1 David Miller, Don’t Mention the War: Northern Ireland, Propaganda, and the Media (London: Pluto Press, 1994), pp. 2–3

2 I suspect some of the actors used reprise their original roles in the videos, and often in the same locations in Santiago. For example, in the intercutting between the six women singing in the real promo and the representation of its filming, the actors do appear to be versions of their archival counterparts. Also, the man dancing at the top of an outdoors concrete stairway is shown briefly in close-up perhaps deliberately to indicate it is the same man, who appears much younger in the promo. If this is the case it adds a further dimension in considering actors and locations, and even the matched costumes, as revived archival materials alongside the moving image documents, that is, the elements of No which have been re-appropriated.
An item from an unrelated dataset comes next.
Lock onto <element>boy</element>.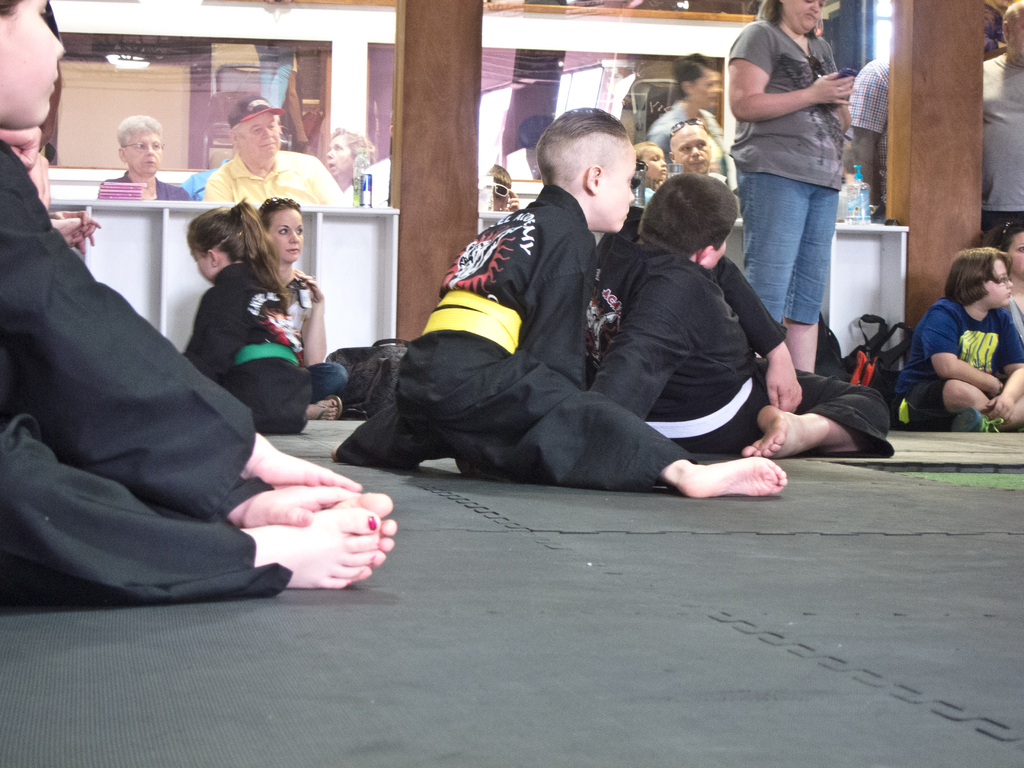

3 Many thanks to Francisca Sánchez Ortiz for pointing this out to me.

4 As is referenced only vaguely in the film by Pat in the Harp Bar (Dylan Moran), punk is also associated with the LGBTQIA+ community. Bearing in mind the religious conservatism still rife in Northern Ireland, alternative subcultures often provide a haven and sense of belonging for those persecuted for their ‘non-traditional’ sexuality and gender identity as well as the young who resisted the political and ideological clashes of the conflict.

5 Namely, La Bataille de Chile (1975–79) and Grin Without a Cat (1977).